An SSL certificate encrypts traffic between your visitors and your website and switches your address to HTTPS with the padlock browsers display for secure connections. It stopped being optional years ago: Chrome labels plain HTTP pages "Not secure", and Google confirmed as far back as 2014 that HTTPS acts as a ranking signal in search. Whatever the site — webshop, booking form, or a simple brochure page with a contact form — the certificate is now part of the cost of being taken seriously online.
GoDaddy-issued certificates come in levels matched to different needs. Domain Validated (DV) certificates verify control of the domain and issue quickly, making them the right fit for blogs, portfolios, and most SME sites. Organization Validated (OV) certificates add vetting of the legal business entity, displaying verified company details in the certificate — worth the extra process for firms handling customer data or serving corporate clients. Wildcard options secure a domain plus all its subdomains under a single certificate, which agencies and SaaS-style setups appreciate, and multi-domain (SAN) certificates cover several distinct names at once.
All of them use industry-standard SHA-2 encryption with 2048-bit keys and are trusted by every major browser, and none of them are tied to GoDaddy hosting — you can install a certificate on any server, anywhere.
Buying SSL through ATCOS Domains puts certificate expiry on the same renewal calendar as your domains and hosting, which matters because an expired certificate takes a site from trusted to alarming error page overnight.
What's included
- Domain Validated (DV) certificates for fast, affordable encryption on blogs and small business sites
- Organization Validated (OV) certificates that embed vetted company identity for stronger customer confidence
- Wildcard certificates securing your main domain and unlimited subdomains under one certificate
- Multi-domain (SAN) certificates covering several distinct websites with a single purchase and renewal
- SHA-2 encryption with 2048-bit keys, recognised and trusted by all major browsers and devices
- Installable on any server or host — GoDaddy hosting is supported but never required
Built for businesses like yours
- A Cape Town online shop encrypts its checkout so customers see the padlock before entering card details, protecting conversion at the payment step.
- A Nigerian professional services firm chooses OV validation so corporate clients can verify the company behind the website during due diligence.
- A London agency puts a wildcard certificate on its infrastructure to secure client staging subdomains without buying certificates one at a time.
- A Dutch SaaS founder covers app, docs, and marketing subdomains with one wildcard, simplifying renewals to a single annual event.
Frequently asked questions
How long does it take to get an SSL certificate issued?
Domain Validated certificates typically issue within minutes to a few hours once you complete the domain-control check, which is usually a DNS record or email confirmation. Organization Validated certificates take longer — commonly a few business days — because the certificate authority verifies your legal business registration and details. Start OV applications well before any launch deadline.
Do I need SSL if I don't sell anything on my site?
Yes, in practice. Browsers flag unencrypted pages as Not secure regardless of whether payments happen, which erodes visitor trust immediately, and search engines give HTTPS pages a modest ranking preference. Any contact form, login, or newsletter signup also transmits personal data that should be encrypted. A basic DV certificate resolves all of this at minimal cost.
What is the difference between a wildcard and a standard certificate?
A standard certificate secures one hostname, such as www.example.com. A wildcard secures the domain and every first-level subdomain — shop.example.com, mail.example.com, staging.example.com — under one certificate and one renewal. If you run or plan multiple subdomains, the wildcard is usually cheaper and far easier to manage than accumulating individual certificates.
What happens when my certificate expires?
Browsers immediately show visitors a full-page security warning instead of your website, and most people will not click past it — effectively your site goes dark until you renew and reinstall. Certificates have fixed maximum lifetimes under current industry rules, so expiry is routine and predictable. Enable auto-renewal or diarise the date well in advance to avoid an outage.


> [TASK OBJECTIVE]: Look through the records below, and whenever a line contains "Häufigkeit", copy it.

== Segment start ==

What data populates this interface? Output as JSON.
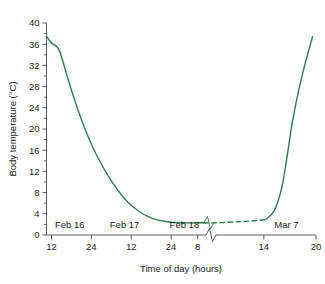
{
  "chart_data": {
    "type": "line",
    "title": "",
    "xlabel": "Time of day (hours)",
    "ylabel": "Body temperature (°C)",
    "ylim": [
      0,
      40
    ],
    "y_ticks": [
      0,
      4,
      8,
      12,
      16,
      20,
      24,
      28,
      32,
      36,
      40
    ],
    "y_minor_step": 2,
    "grid": false,
    "legend": "none",
    "line_color": "#2e7d52",
    "axis_color": "#4a4a4a",
    "axis_break": {
      "present": true,
      "style": "zigzag",
      "note": "x-axis compressed between Feb 18 and Mar 7"
    },
    "x_ticks": [
      {
        "label": "12",
        "segment": "left",
        "hour": 12
      },
      {
        "label": "24",
        "segment": "left",
        "hour": 24
      },
      {
        "label": "12",
        "segment": "left",
        "hour": 36
      },
      {
        "label": "24",
        "segment": "left",
        "hour": 48
      },
      {
        "label": "8",
        "segment": "left",
        "hour": 56
      },
      {
        "label": "14",
        "segment": "right",
        "hour": 14
      },
      {
        "label": "20",
        "segment": "right",
        "hour": 20
      }
    ],
    "date_labels": [
      "Feb 16",
      "Feb 17",
      "Feb 18",
      "Mar 7"
    ],
    "series": [
      {
        "name": "Body temperature",
        "style": "solid-then-dashed",
        "points_before_break": [
          {
            "hour": 10.5,
            "temp": 37.5
          },
          {
            "hour": 11.5,
            "temp": 36.6
          },
          {
            "hour": 12.5,
            "temp": 36.0
          },
          {
            "hour": 13.5,
            "temp": 35.6
          },
          {
            "hour": 14.5,
            "temp": 34.6
          },
          {
            "hour": 15.5,
            "temp": 32.6
          },
          {
            "hour": 17.0,
            "temp": 29.4
          },
          {
            "hour": 19.0,
            "temp": 25.4
          },
          {
            "hour": 21.0,
            "temp": 21.8
          },
          {
            "hour": 23.0,
            "temp": 18.6
          },
          {
            "hour": 25.0,
            "temp": 15.8
          },
          {
            "hour": 27.0,
            "temp": 13.4
          },
          {
            "hour": 29.0,
            "temp": 11.2
          },
          {
            "hour": 31.0,
            "temp": 9.3
          },
          {
            "hour": 33.0,
            "temp": 7.6
          },
          {
            "hour": 35.0,
            "temp": 6.2
          },
          {
            "hour": 37.0,
            "temp": 5.1
          },
          {
            "hour": 39.0,
            "temp": 4.2
          },
          {
            "hour": 41.0,
            "temp": 3.5
          },
          {
            "hour": 43.0,
            "temp": 3.0
          },
          {
            "hour": 45.0,
            "temp": 2.7
          },
          {
            "hour": 48.0,
            "temp": 2.4
          },
          {
            "hour": 52.0,
            "temp": 2.3
          },
          {
            "hour": 56.0,
            "temp": 2.3
          },
          {
            "hour": 58.5,
            "temp": 2.3
          }
        ],
        "points_dashed_after_break": [
          {
            "hour": 8.5,
            "temp": 2.3
          },
          {
            "hour": 11.0,
            "temp": 2.5
          },
          {
            "hour": 13.0,
            "temp": 2.7
          },
          {
            "hour": 14.2,
            "temp": 2.9
          }
        ],
        "points_after_break": [
          {
            "hour": 14.2,
            "temp": 2.9
          },
          {
            "hour": 15.2,
            "temp": 4.6
          },
          {
            "hour": 16.0,
            "temp": 8.5
          },
          {
            "hour": 16.6,
            "temp": 14.0
          },
          {
            "hour": 17.2,
            "temp": 20.5
          },
          {
            "hour": 17.9,
            "temp": 26.5
          },
          {
            "hour": 18.7,
            "temp": 32.0
          },
          {
            "hour": 19.6,
            "temp": 37.4
          }
        ]
      }
    ]
  }
}
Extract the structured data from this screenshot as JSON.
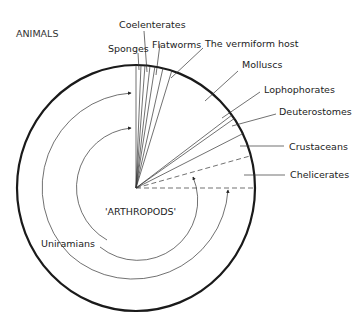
{
  "title": "ANIMALS",
  "center_label": "'ARTHROPODS'",
  "arc_label": "Uniramians",
  "groups": [
    {
      "label": "Sponges"
    },
    {
      "label": "Coelenterates"
    },
    {
      "label": "Flatworms"
    },
    {
      "label": "The vermiform host"
    },
    {
      "label": "Molluscs"
    },
    {
      "label": "Lophophorates"
    },
    {
      "label": "Deuterostomes"
    },
    {
      "label": "Crustaceans"
    },
    {
      "label": "Chelicerates"
    }
  ],
  "colors": {
    "stroke": "#222222",
    "outer_ring": "#1a1a1a",
    "text": "#222222"
  }
}
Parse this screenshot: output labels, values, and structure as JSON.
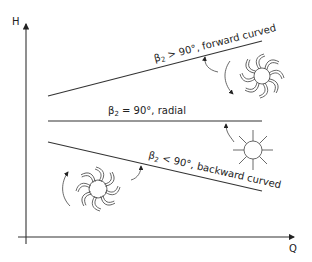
{
  "axes": {
    "y_label": "H",
    "x_label": "Q"
  },
  "curves": [
    {
      "id": "forward",
      "label": "β₂ > 90°, forward curved",
      "beta": "β",
      "sub": "2",
      "rest": " > 90°, forward curved"
    },
    {
      "id": "radial",
      "label": "β₂ = 90°, radial",
      "beta": "β",
      "sub": "2",
      "rest": " = 90°, radial"
    },
    {
      "id": "backward",
      "label": "β₂ < 90°, backward curved",
      "beta": "β",
      "sub": "2",
      "rest": " < 90°, backward curved"
    }
  ],
  "colors": {
    "line": "#333333",
    "background": "#ffffff"
  }
}
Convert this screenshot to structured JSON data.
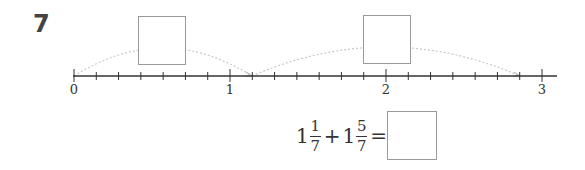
{
  "question": {
    "number": "7"
  },
  "number_line": {
    "min": 0,
    "max": 3,
    "subdivisions_per_unit": 7,
    "labels": [
      "0",
      "1",
      "2",
      "3"
    ],
    "jumps": [
      {
        "from": "0",
        "to": "1 1/7",
        "answer_box": ""
      },
      {
        "from": "1 1/7",
        "to": "2 6/7",
        "answer_box": ""
      }
    ]
  },
  "equation": {
    "term1": {
      "whole": "1",
      "numerator": "1",
      "denominator": "7"
    },
    "operator": "+",
    "term2": {
      "whole": "1",
      "numerator": "5",
      "denominator": "7"
    },
    "equals": "=",
    "answer_box": ""
  },
  "colors": {
    "axis": "#333333",
    "arc": "#c8c8c8",
    "box_border": "#9a9a9a"
  }
}
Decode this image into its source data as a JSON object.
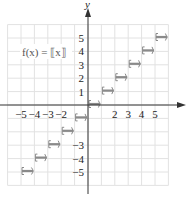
{
  "chart_data": {
    "type": "line",
    "title": "",
    "function_label": "f(x) = ⟦x⟧",
    "xlabel": "x",
    "ylabel": "y",
    "xlim": [
      -6,
      6
    ],
    "ylim": [
      -6,
      6
    ],
    "grid": true,
    "x_tick_labels": [
      {
        "value": -5,
        "label": "−5"
      },
      {
        "value": -4,
        "label": "−4"
      },
      {
        "value": -3,
        "label": "−3"
      },
      {
        "value": -2,
        "label": "−2"
      },
      {
        "value": 2,
        "label": "2"
      },
      {
        "value": 3,
        "label": "3"
      },
      {
        "value": 4,
        "label": "4"
      },
      {
        "value": 5,
        "label": "5"
      }
    ],
    "y_tick_labels": [
      {
        "value": 5,
        "label": "5"
      },
      {
        "value": 4,
        "label": "4"
      },
      {
        "value": 3,
        "label": "3"
      },
      {
        "value": 2,
        "label": "2"
      },
      {
        "value": 1,
        "label": "1"
      },
      {
        "value": -3,
        "label": "−3"
      },
      {
        "value": -4,
        "label": "−4"
      },
      {
        "value": -5,
        "label": "−5"
      }
    ],
    "series": [
      {
        "name": "greatest integer function",
        "segments": [
          {
            "x_start": -5,
            "x_end": -4,
            "y": -5,
            "left": "closed",
            "right": "open"
          },
          {
            "x_start": -4,
            "x_end": -3,
            "y": -4,
            "left": "closed",
            "right": "open"
          },
          {
            "x_start": -3,
            "x_end": -2,
            "y": -3,
            "left": "closed",
            "right": "open"
          },
          {
            "x_start": -2,
            "x_end": -1,
            "y": -2,
            "left": "closed",
            "right": "open"
          },
          {
            "x_start": -1,
            "x_end": 0,
            "y": -1,
            "left": "closed",
            "right": "open"
          },
          {
            "x_start": 0,
            "x_end": 1,
            "y": 0,
            "left": "closed",
            "right": "open"
          },
          {
            "x_start": 1,
            "x_end": 2,
            "y": 1,
            "left": "closed",
            "right": "open"
          },
          {
            "x_start": 2,
            "x_end": 3,
            "y": 2,
            "left": "closed",
            "right": "open"
          },
          {
            "x_start": 3,
            "x_end": 4,
            "y": 3,
            "left": "closed",
            "right": "open"
          },
          {
            "x_start": 4,
            "x_end": 5,
            "y": 4,
            "left": "closed",
            "right": "open"
          },
          {
            "x_start": 5,
            "x_end": 6,
            "y": 5,
            "left": "closed",
            "right": "open"
          }
        ]
      }
    ]
  },
  "colors": {
    "grid": "#e2e2e2",
    "axis": "#333333",
    "step": "#8a8a8a",
    "text": "#222222"
  }
}
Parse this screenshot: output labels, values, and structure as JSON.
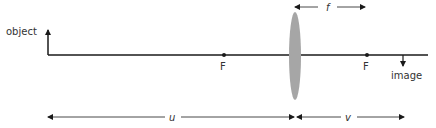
{
  "labels": {
    "object": "object",
    "image": "image",
    "focal_left": "F",
    "focal_right": "F",
    "f": "f",
    "u": "u",
    "v": "v"
  },
  "colors": {
    "line": "#1a1a1a",
    "lens": "#a6a6a6",
    "text": "#333333"
  }
}
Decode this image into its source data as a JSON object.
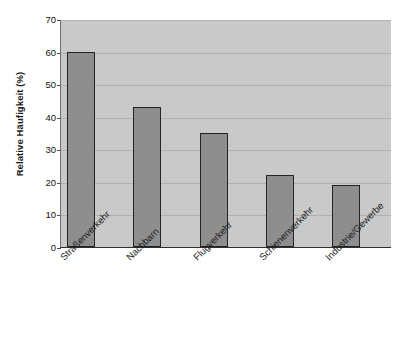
{
  "chart_data": {
    "type": "bar",
    "title": "",
    "subtitle": "",
    "xlabel": "",
    "ylabel": "Relative Häufigkeit (%)",
    "ylim": [
      0,
      70
    ],
    "yticks": [
      0,
      10,
      20,
      30,
      40,
      50,
      60,
      70
    ],
    "ytick_labels": [
      "0",
      "10",
      "20",
      "30",
      "40",
      "50",
      "60",
      "70"
    ],
    "grid": true,
    "grid_axis": "y",
    "legend": false,
    "legend_position": "none",
    "categories": [
      "Straßenverkehr",
      "Nachbarn",
      "Flugverkehr",
      "Schienenverkehr",
      "Industrie/Gewerbe"
    ],
    "values": [
      60,
      43,
      35,
      22,
      19
    ],
    "series": [
      {
        "name": "Relative Häufigkeit",
        "values": [
          60,
          43,
          35,
          22,
          19
        ]
      }
    ],
    "annotations": []
  },
  "style": {
    "plot_background": "#c9c9c9",
    "figure_background": "#ffffff",
    "bar_fill": "#8e8e8e",
    "bar_edge": "#242424",
    "gridline_color": "#b0b0b0",
    "axis_color": "#2f2f2f",
    "text_color": "#1c1c1c"
  }
}
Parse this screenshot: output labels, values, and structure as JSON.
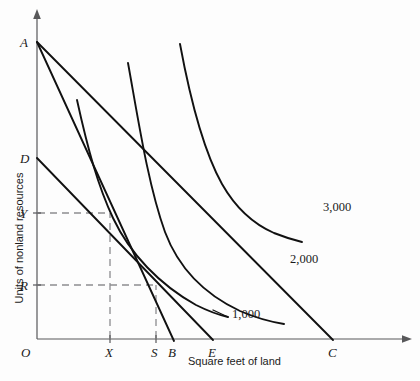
{
  "figure": {
    "type": "isoquant-isocost-diagram",
    "axes": {
      "x_title": "Square feet of land",
      "y_title": "Units of nonland resources",
      "origin_label": "O"
    },
    "y_axis_points": [
      {
        "label": "A",
        "x": 37,
        "y": 42
      },
      {
        "label": "D",
        "x": 37,
        "y": 158
      },
      {
        "label": "Y",
        "x": 37,
        "y": 213
      },
      {
        "label": "R",
        "x": 37,
        "y": 285
      }
    ],
    "x_axis_points": [
      {
        "label": "X",
        "x": 110,
        "y": 339
      },
      {
        "label": "S",
        "x": 156,
        "y": 339
      },
      {
        "label": "B",
        "x": 172,
        "y": 339
      },
      {
        "label": "E",
        "x": 212,
        "y": 339
      },
      {
        "label": "C",
        "x": 332,
        "y": 339
      }
    ],
    "isoquants": [
      {
        "label": "1,000",
        "label_x": 232,
        "label_y": 314
      },
      {
        "label": "2,000",
        "label_x": 290,
        "label_y": 259
      },
      {
        "label": "3,000",
        "label_x": 323,
        "label_y": 207
      }
    ],
    "isocost_lines": [
      {
        "name": "A-to-B",
        "from": "A",
        "to": "B"
      },
      {
        "name": "A-to-C",
        "from": "A",
        "to": "C"
      },
      {
        "name": "D-to-E",
        "from": "D",
        "to": "E"
      }
    ],
    "tangency_points": [
      {
        "name": "X-Y",
        "x_label": "X",
        "y_label": "Y"
      },
      {
        "name": "S-R",
        "x_label": "S",
        "y_label": "R"
      }
    ],
    "colors": {
      "curve": "#111111",
      "axis": "#58585a",
      "guide": "#8d8d90",
      "background": "#fdfdfd"
    }
  }
}
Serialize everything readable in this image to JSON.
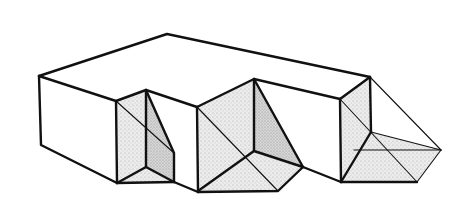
{
  "figure": {
    "width": 466,
    "height": 199,
    "colors": {
      "line": "#111111",
      "background": "#ffffff",
      "stipple_light": "#e4e4e4",
      "stipple_dark": "#cfcfcf"
    }
  }
}
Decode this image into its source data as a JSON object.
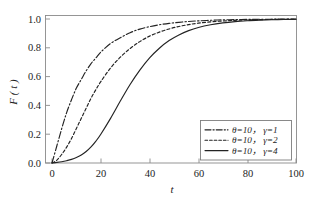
{
  "figure": {
    "background_color": "#ffffff",
    "frame_color": "#8a8a8a",
    "curve_color": "#232323"
  },
  "chart_data": {
    "type": "line",
    "title": "",
    "subtitle": "",
    "xlabel": "t",
    "ylabel": "F ( t )",
    "xlim": [
      0,
      100
    ],
    "ylim": [
      0.0,
      1.0
    ],
    "grid": false,
    "legend_position": "lower right",
    "xticks": [
      0,
      20,
      40,
      60,
      80,
      100
    ],
    "xtick_labels": [
      "0",
      "20",
      "40",
      "60",
      "80",
      "100"
    ],
    "yticks": [
      0.0,
      0.2,
      0.4,
      0.6,
      0.8,
      1.0
    ],
    "ytick_labels": [
      "0.0",
      "0.2",
      "0.4",
      "0.6",
      "0.8",
      "1.0"
    ],
    "x": [
      0,
      2,
      4,
      6,
      8,
      10,
      12,
      14,
      16,
      18,
      20,
      24,
      28,
      32,
      36,
      40,
      44,
      48,
      52,
      56,
      60,
      65,
      70,
      75,
      80,
      85,
      90,
      95,
      100
    ],
    "series": [
      {
        "name": "theta=10, gamma=1",
        "label": "θ=10， γ=1",
        "linestyle": "dashdot",
        "color": "#232323",
        "values": [
          0.0,
          0.12,
          0.24,
          0.35,
          0.44,
          0.52,
          0.58,
          0.64,
          0.69,
          0.73,
          0.77,
          0.83,
          0.87,
          0.905,
          0.93,
          0.947,
          0.96,
          0.97,
          0.977,
          0.983,
          0.987,
          0.991,
          0.994,
          0.9955,
          0.997,
          0.998,
          0.9985,
          0.999,
          0.9993
        ]
      },
      {
        "name": "theta=10, gamma=2",
        "label": "θ=10， γ=2",
        "linestyle": "dashed",
        "color": "#232323",
        "values": [
          0.0,
          0.02,
          0.06,
          0.11,
          0.17,
          0.24,
          0.31,
          0.38,
          0.45,
          0.51,
          0.565,
          0.66,
          0.735,
          0.795,
          0.843,
          0.881,
          0.909,
          0.931,
          0.948,
          0.961,
          0.971,
          0.98,
          0.986,
          0.9905,
          0.9935,
          0.9955,
          0.997,
          0.998,
          0.9987
        ]
      },
      {
        "name": "theta=10, gamma=4",
        "label": "θ=10， γ=4",
        "linestyle": "solid",
        "color": "#232323",
        "values": [
          0.0,
          0.004,
          0.009,
          0.016,
          0.025,
          0.038,
          0.056,
          0.08,
          0.112,
          0.152,
          0.2,
          0.31,
          0.43,
          0.545,
          0.645,
          0.73,
          0.797,
          0.85,
          0.889,
          0.919,
          0.941,
          0.96,
          0.973,
          0.982,
          0.988,
          0.992,
          0.995,
          0.9968,
          0.998
        ]
      }
    ],
    "annotations": []
  },
  "legend": {
    "entries": [
      {
        "label": "θ=10， γ=1",
        "style": "dashdot"
      },
      {
        "label": "θ=10， γ=2",
        "style": "dashed"
      },
      {
        "label": "θ=10， γ=4",
        "style": "solid"
      }
    ]
  }
}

== Segment end ==

> [EXERCISE RESPONSE]:
    "ylabel": "Relative Häufigkeit (%)",
        "name": "Relative Häufigkeit",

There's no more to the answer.